THE SUDDEN URGE TO GET CREATIVE
Being bored is making us create, say experts.
Box sets, fridge raids and sharing our 10 favourite albums on social media can only keep the tedium of lockdown at bay for a limited time. And with so many of us furloughed, without work or stuck at home with distracting children, our minds are starting to wander. Boredom is making us tetchy, intolerant, frustrated and… creative.
Researchers say that being made to do nothing for weeks on end drives people to think creatively, forcing them to find new ways to keep life interesting and challenging. In fact we could be on the verge of a creative explosion on a par with WW2. “The lockdown could turn out to be one of the world’s most creative times ever,” Dr Sandi Mann, a researcher at the University of Central Lancashire told the Times.

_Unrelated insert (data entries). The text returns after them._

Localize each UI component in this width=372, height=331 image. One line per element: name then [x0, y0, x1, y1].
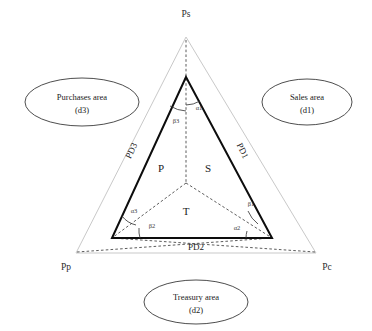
callout-treasury-area: Treasury area (d2)	[144, 280, 248, 324]
angle-arc-alpha2	[246, 231, 247, 238]
diagram-canvas: Ps Pp Pc P S T PD1 PD2 PD3 α1 β3 α3 β2 β…	[0, 0, 372, 331]
side-label-pd2: PD2	[188, 242, 204, 252]
callout-treasury-ellipse	[144, 280, 248, 324]
callout-purchases-ellipse	[25, 78, 139, 126]
vertex-label-ps: Ps	[182, 9, 191, 19]
callout-treasury-line1: Treasury area	[173, 292, 219, 302]
dashed-axis-pp-right	[77, 238, 272, 252]
angle-arc-alpha3	[122, 216, 136, 225]
angle-label-alpha3: α3	[131, 207, 138, 214]
callout-treasury-line2: (d2)	[189, 305, 203, 315]
dashed-axis-pc-left	[112, 238, 315, 252]
angle-arc-beta2	[139, 228, 140, 238]
angle-label-beta2: β2	[149, 222, 156, 229]
angle-label-alpha2: α2	[234, 224, 241, 231]
callout-sales-ellipse	[262, 79, 352, 125]
vertex-label-pc: Pc	[322, 262, 332, 272]
region-label-t: T	[183, 205, 190, 217]
angle-label-beta1: β1	[248, 200, 255, 207]
region-label-p: P	[158, 162, 164, 174]
side-label-pd3: PD3	[123, 141, 139, 160]
callout-sales-area: Sales area (d1)	[262, 79, 352, 125]
triangle-diagram: Ps Pp Pc P S T PD1 PD2 PD3 α1 β3 α3 β2 β…	[0, 0, 372, 331]
callout-purchases-line1: Purchases area	[57, 92, 107, 102]
vertex-label-pp: Pp	[61, 262, 71, 272]
dashed-center-to-right	[186, 183, 272, 238]
dashed-center-to-left	[112, 183, 186, 238]
callout-purchases-area: Purchases area (d3)	[25, 78, 139, 126]
callout-sales-line1: Sales area	[290, 92, 324, 102]
callout-sales-line2: (d1)	[300, 105, 314, 115]
callout-purchases-line2: (d3)	[75, 105, 89, 115]
side-label-pd1: PD1	[235, 141, 251, 160]
region-label-s: S	[205, 162, 211, 174]
angle-label-beta3: β3	[173, 117, 180, 124]
outer-triangle	[76, 37, 316, 253]
angle-label-alpha1: α1	[196, 104, 203, 111]
angle-arc-beta1	[248, 211, 258, 224]
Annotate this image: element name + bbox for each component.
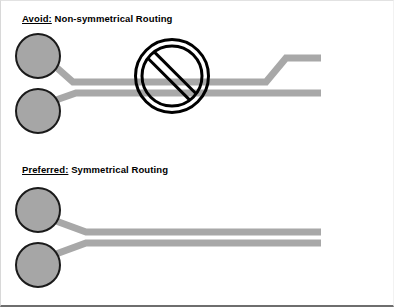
pad-preferred-bottom xyxy=(16,243,60,287)
diagram-avoid xyxy=(16,34,321,133)
routing-guideline-figure: Avoid: Non-symmetrical Routing Preferred… xyxy=(0,0,394,307)
pad-avoid-bottom xyxy=(16,89,60,133)
pad-avoid-top xyxy=(16,34,60,78)
trace-upper-symmetrical xyxy=(56,221,321,232)
trace-lower-symmetrical xyxy=(56,243,321,254)
trace-upper-nonsymmetrical xyxy=(56,58,321,82)
pad-preferred-top xyxy=(16,188,60,232)
routing-diagram-canvas xyxy=(1,1,394,307)
prohibition-icon xyxy=(136,40,209,113)
diagram-preferred xyxy=(16,188,321,287)
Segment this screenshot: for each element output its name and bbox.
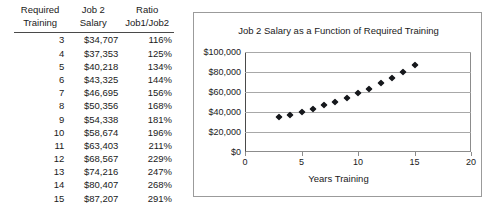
plot-area: $0$20,000$40,000$60,000$80,000$100,000 0… [245,52,471,152]
table-row: 13$74,216247% [14,166,174,179]
screenshot-root: Required Job 2 Ratio Training Salary Job… [0,0,492,212]
cell-ratio: 134% [120,60,174,73]
x-tick-mark [415,152,416,156]
header-job2-salary-line1: Job 2 [66,4,120,17]
cell-job2-salary: $68,567 [66,153,120,166]
x-tick-label: 5 [299,157,304,167]
table-head: Required Job 2 Ratio Training Salary Job… [14,4,174,33]
cell-job2-salary: $54,338 [66,113,120,126]
x-tick-mark [471,152,472,156]
y-tick-label: $80,000 [208,67,241,77]
salary-data-table: Required Job 2 Ratio Training Salary Job… [14,4,174,206]
table-row: 15$87,207291% [14,192,174,205]
table-row: 9$54,338181% [14,113,174,126]
table-row: 4$37,353125% [14,47,174,60]
table-row: 5$40,218134% [14,60,174,73]
cell-ratio: 125% [120,47,174,60]
cell-ratio: 181% [120,113,174,126]
header-ratio-line1: Ratio [120,4,174,17]
cell-ratio: 291% [120,192,174,205]
cell-job2-salary: $74,216 [66,166,120,179]
cell-job2-salary: $40,218 [66,60,120,73]
cell-required-training: 15 [14,192,66,205]
cell-required-training: 11 [14,140,66,153]
cell-required-training: 8 [14,100,66,113]
table-row: 14$80,407268% [14,179,174,192]
table-body: 3$34,707116%4$37,353125%5$40,218134%6$43… [14,33,174,206]
x-axis-title: Years Training [194,173,483,184]
cell-job2-salary: $37,353 [66,47,120,60]
table-row: 6$43,325144% [14,74,174,87]
plot-frame [245,52,471,152]
cell-job2-salary: $46,695 [66,87,120,100]
x-tick-mark [302,152,303,156]
header-required-training-line2: Training [14,17,66,30]
cell-job2-salary: $87,207 [66,192,120,205]
cell-job2-salary: $34,707 [66,33,120,48]
y-tick-label: $100,000 [203,47,241,57]
y-tick-label: $0 [231,147,241,157]
cell-ratio: 196% [120,126,174,139]
cell-ratio: 211% [120,140,174,153]
cell-required-training: 9 [14,113,66,126]
cell-job2-salary: $63,403 [66,140,120,153]
cell-required-training: 4 [14,47,66,60]
x-tick-mark [245,152,246,156]
chart-title: Job 2 Salary as a Function of Required T… [194,25,483,36]
y-tick-label: $60,000 [208,87,241,97]
cell-ratio: 268% [120,179,174,192]
header-required-training-line1: Required [14,4,66,17]
table-row: 12$68,567229% [14,153,174,166]
cell-ratio: 144% [120,74,174,87]
y-tick-label: $20,000 [208,127,241,137]
cell-required-training: 12 [14,153,66,166]
cell-job2-salary: $50,356 [66,100,120,113]
table-header-row-line2: Training Salary Job1/Job2 [14,17,174,30]
x-tick-label: 20 [466,157,476,167]
cell-required-training: 10 [14,126,66,139]
gridline [245,132,471,133]
cell-ratio: 116% [120,33,174,48]
cell-job2-salary: $58,674 [66,126,120,139]
cell-required-training: 6 [14,74,66,87]
cell-ratio: 229% [120,153,174,166]
x-tick-label: 0 [242,157,247,167]
x-tick-label: 10 [353,157,363,167]
table-row: 8$50,356168% [14,100,174,113]
table-row: 11$63,403211% [14,140,174,153]
cell-required-training: 3 [14,33,66,48]
cell-required-training: 14 [14,179,66,192]
cell-job2-salary: $43,325 [66,74,120,87]
cell-ratio: 156% [120,87,174,100]
x-tick-label: 15 [409,157,419,167]
header-ratio-line2: Job1/Job2 [120,17,174,30]
salary-chart-panel: Job 2 Salary as a Function of Required T… [193,12,482,197]
cell-required-training: 5 [14,60,66,73]
table-header-row-line1: Required Job 2 Ratio [14,4,174,17]
table-row: 7$46,695156% [14,87,174,100]
gridline [245,52,471,53]
cell-ratio: 168% [120,100,174,113]
gridline [245,72,471,73]
cell-required-training: 13 [14,166,66,179]
cell-required-training: 7 [14,87,66,100]
cell-ratio: 247% [120,166,174,179]
y-tick-label: $40,000 [208,107,241,117]
x-tick-mark [358,152,359,156]
table-row: 10$58,674196% [14,126,174,139]
header-job2-salary-line2: Salary [66,17,120,30]
table-row: 3$34,707116% [14,33,174,48]
salary-data-table-panel: Required Job 2 Ratio Training Salary Job… [0,0,186,212]
cell-job2-salary: $80,407 [66,179,120,192]
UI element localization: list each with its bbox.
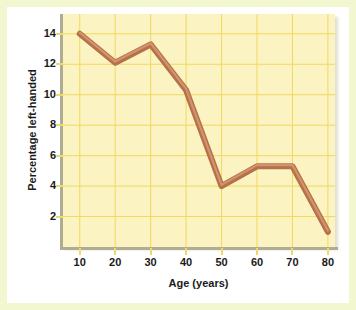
x-axis-tick-mark (256, 248, 258, 255)
x-axis-tick-mark (221, 248, 223, 255)
x-axis-tick-label: 70 (277, 256, 307, 268)
x-axis-tick-label: 50 (207, 256, 237, 268)
y-axis-tick-mark (56, 94, 63, 96)
y-axis-tick-mark (56, 155, 63, 157)
x-axis-tick-mark (114, 248, 116, 255)
x-axis-tick-label: 10 (65, 256, 95, 268)
y-axis-tick-mark (56, 33, 63, 35)
x-axis-tick-mark (185, 248, 187, 255)
x-axis-tick-mark (291, 248, 293, 255)
y-axis-title: Percentage left-handed (26, 35, 38, 225)
y-axis-tick-mark (56, 185, 63, 187)
x-axis-title: Age (years) (62, 277, 335, 289)
x-axis-tick-label: 60 (242, 256, 272, 268)
x-axis-tick-label: 20 (100, 256, 130, 268)
x-axis-tick-label: 40 (171, 256, 201, 268)
x-axis-tick-mark (150, 248, 152, 255)
chart-figure: 2468101214 1020304050607080 Age (years) … (0, 0, 356, 310)
x-axis-tick-label: 80 (313, 256, 343, 268)
y-axis-tick-mark (56, 216, 63, 218)
x-axis-tick-mark (79, 248, 81, 255)
x-axis-tick-mark (327, 248, 329, 255)
plot-area (62, 14, 335, 247)
x-axis-spine (60, 247, 338, 250)
data-line-series (62, 14, 335, 247)
y-axis-tick-mark (56, 63, 63, 65)
y-axis-tick-mark (56, 124, 63, 126)
x-axis-tick-label: 30 (136, 256, 166, 268)
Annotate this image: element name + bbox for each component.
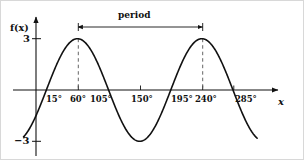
x-tick-label-60: 60° xyxy=(70,95,86,104)
y-tick-label-minus-3: −3 xyxy=(14,136,29,146)
x-tick-label-15: 15° xyxy=(46,95,62,104)
y-tick-label-3: 3 xyxy=(23,34,30,44)
x-tick-label-195: 195° xyxy=(171,95,193,104)
x-tick-label-150: 150° xyxy=(131,95,153,104)
x-tick-label-285: 285° xyxy=(235,95,257,104)
period-annotation-label: period xyxy=(118,11,150,20)
sine-graph-figure: f(x) 3 −3 15° 60° 105° 150° 195° 240° 28… xyxy=(0,0,304,160)
y-axis-label: f(x) xyxy=(10,23,29,33)
x-axis-label: x xyxy=(278,97,284,107)
plot-canvas xyxy=(1,1,304,160)
x-tick-label-240: 240° xyxy=(195,95,217,104)
x-tick-label-105: 105° xyxy=(90,95,112,104)
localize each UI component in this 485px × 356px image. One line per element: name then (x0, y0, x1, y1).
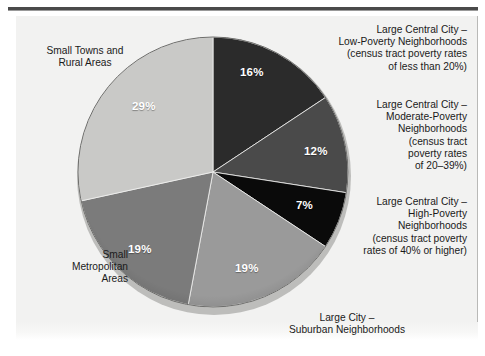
slice-value-large-central-city-moderate-poverty: 12% (304, 145, 328, 157)
callout-small-metropolitan-areas: Small Metropolitan Areas (18, 249, 128, 286)
callout-large-central-city-moderate-poverty: Large Central City – Moderate-Poverty Ne… (335, 99, 467, 172)
callout-small-towns-and-rural-areas: Small Towns and Rural Areas (22, 45, 148, 69)
slice-value-large-city-suburban: 19% (235, 262, 259, 274)
slice-value-small-metropolitan-areas: 19% (128, 243, 152, 255)
slice-value-large-central-city-low-poverty: 16% (240, 66, 264, 78)
slice-value-large-central-city-high-poverty: 7% (296, 199, 313, 211)
slice-value-small-towns-and-rural-areas: 29% (132, 100, 156, 112)
callout-large-central-city-high-poverty: Large Central City – High-Poverty Neighb… (317, 196, 467, 257)
figure-container: 16% 12% 7% 19% 19% 29% Large Central Cit… (0, 0, 485, 356)
pie-chart: 16% 12% 7% 19% 19% 29% Large Central Cit… (0, 0, 485, 356)
callout-large-central-city-low-poverty: Large Central City – Low-Poverty Neighbo… (289, 24, 467, 73)
callout-large-city-suburban: Large City – Suburban Neighborhoods (262, 312, 432, 336)
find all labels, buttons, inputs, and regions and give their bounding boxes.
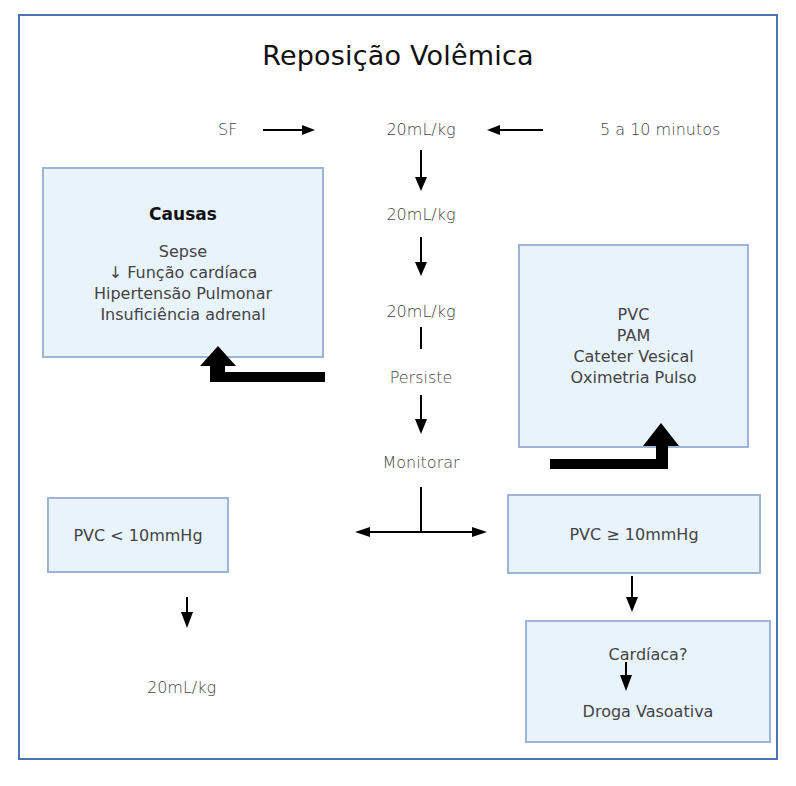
persiste-label: Persiste (390, 368, 453, 387)
pvc-high-box: PVC ≥ 10mmHg (507, 494, 761, 574)
diagram-title: Reposição Volêmica (0, 40, 796, 71)
monitor-item: Cateter Vesical (573, 346, 693, 367)
cause-item: Sepse (159, 241, 207, 262)
monitor-item: PVC (618, 304, 650, 325)
cause-item: Insuficiência adrenal (100, 304, 265, 325)
monitoring-box: PVC PAM Cateter Vesical Oximetria Pulso (518, 244, 749, 448)
cardiac-question: Cardíaca? (609, 644, 688, 665)
pvc-high-label: PVC ≥ 10mmHg (569, 524, 698, 545)
pvc-low-label: PVC < 10mmHg (73, 525, 202, 546)
monitorar-label: Monitorar (382, 453, 459, 472)
monitor-item: PAM (617, 325, 650, 346)
causes-heading: Causas (149, 204, 217, 225)
cardiac-box: Cardíaca? Droga Vasoativa (525, 620, 771, 743)
causes-box: Causas Sepse ↓ Função cardíaca Hipertens… (42, 167, 324, 358)
bolus-step-3: 20mL/kg (386, 302, 455, 321)
pvc-low-box: PVC < 10mmHg (47, 497, 229, 573)
sf-label: SF (218, 120, 237, 139)
bolus-step-2: 20mL/kg (386, 205, 455, 224)
cardiac-action: Droga Vasoativa (583, 701, 714, 722)
cause-item: Hipertensão Pulmonar (94, 283, 272, 304)
time-label: 5 a 10 minutos (600, 120, 720, 139)
cause-item: ↓ Função cardíaca (109, 262, 257, 283)
monitor-item: Oximetria Pulso (570, 367, 696, 388)
initial-bolus-label: 20mL/kg (386, 120, 455, 139)
pvc-low-result: 20mL/kg (147, 678, 216, 697)
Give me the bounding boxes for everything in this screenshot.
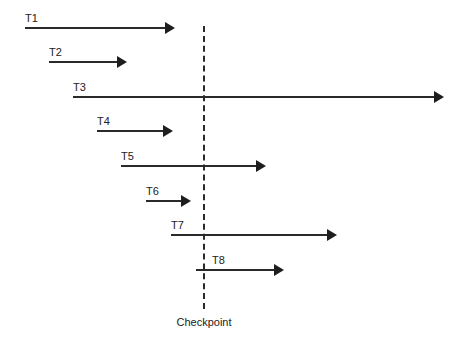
transaction-label: T1: [25, 13, 38, 24]
transaction-label: T8: [212, 255, 225, 266]
arrowhead-icon: [434, 91, 444, 103]
transaction-line: [25, 27, 166, 29]
checkpoint-label: Checkpoint: [176, 316, 231, 328]
transaction-label: T7: [171, 220, 184, 231]
transaction-label: T4: [97, 116, 110, 127]
transaction-label: T6: [146, 186, 159, 197]
arrowhead-icon: [256, 160, 266, 172]
arrowhead-icon: [165, 22, 175, 34]
arrowhead-icon: [117, 56, 127, 68]
transaction-label: T3: [73, 82, 86, 93]
transaction-label: T2: [49, 47, 62, 58]
transaction-line: [49, 61, 118, 63]
arrowhead-icon: [163, 125, 173, 137]
transaction-line: [121, 165, 257, 167]
arrowhead-icon: [181, 195, 191, 207]
transaction-line: [196, 269, 275, 271]
checkpoint-timeline-diagram: T1T2T3T4T5T6T7T8Checkpoint: [0, 0, 464, 346]
arrowhead-icon: [327, 229, 337, 241]
transaction-line: [146, 200, 182, 202]
transaction-label: T5: [121, 151, 134, 162]
transaction-line: [73, 96, 435, 98]
arrowhead-icon: [274, 264, 284, 276]
checkpoint-dashed-line: [203, 26, 205, 309]
transaction-line: [171, 234, 328, 236]
transaction-line: [97, 130, 164, 132]
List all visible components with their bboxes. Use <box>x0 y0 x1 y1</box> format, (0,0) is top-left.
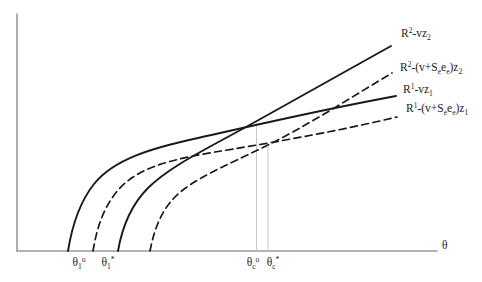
label-r1-vz1: R1-vz1 <box>403 83 433 95</box>
label-r2-vz2: R2-vz2 <box>401 27 431 39</box>
label-theta-axis: θ <box>442 239 448 251</box>
curve-r1-subsidy <box>93 117 397 251</box>
label-r1-subsidy: R1-(v+Seee)z1 <box>406 102 468 114</box>
diagram-canvas <box>0 0 482 282</box>
label-r2-subsidy: R2-(v+Seee)z2 <box>400 61 462 73</box>
figure: R2-vz2R2-(v+Seee)z2R1-vz1R1-(v+Seee)z1θ1… <box>0 0 482 282</box>
vertical-guides <box>257 123 269 251</box>
curves <box>68 46 397 251</box>
label-theta-1-star: θ1* <box>101 256 114 268</box>
curve-r1-vz1 <box>68 96 396 251</box>
curve-r2-subsidy <box>150 73 392 251</box>
label-theta-c-o: θco <box>247 256 260 268</box>
label-theta-1-o: θ1o <box>72 256 85 268</box>
label-theta-c-star: θc* <box>267 256 280 268</box>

This could explain why our timelines are increasingly filled with home art projects, friends’ knitting progress, watercolours and pottery, script writing, adventurous cuisine experiments, book projects, patchwork quilts and even hair dyed in rainbow colours. Long forgotten hobbies are being revived, because creating makes us feel good. Artist David Hockney is urging anyone who fancies taking up art as a lockdown hobby to take out the pencils or brushes, and put away the camera. “I would suggest people could draw at this time,” he told the Guardian. “Question everything and do not think about photography.”
He recommends drawing with open eyes. “I would suggest they really look hard at something and think about what they are really seeing.” It’s an important point. Fast culture and scrolling our way through social media means we often don’t take the time to really appreciate what we’re looking at, to inhale it fully. But we’re all a bit deeper now we’re living through a global pandemic, I suspect.
Have you got the creative bug yet? As a teenager I was always drawing, just for fun. Somehow in adult life it’s a hobby I’ve never found the time for. But yesterday, feeling angsty and desperate to silence the chatter in my head, I sat down in the back garden with the kids’ coloured pencils and a sketch book and drew what was in front of me – a wild looking overgrown potted palm. For a whole hour I stopped checking my phone for updates and finding new things to fret about, because I was entirely focussed on matching the complex colours of the leaves. It really was a break for my anxious brain.
We’re always reading about the benefits of making things and research has shown that creating or tending things by hand enhances mental health and makes us happy by satisfying a primal need. As a way to soothe our current malaise I heartily recommend it. And who knows? Flexing those creative muscles could result in a masterpiece, a new career direction or a totally different way of thinking about how to live the rest of your life.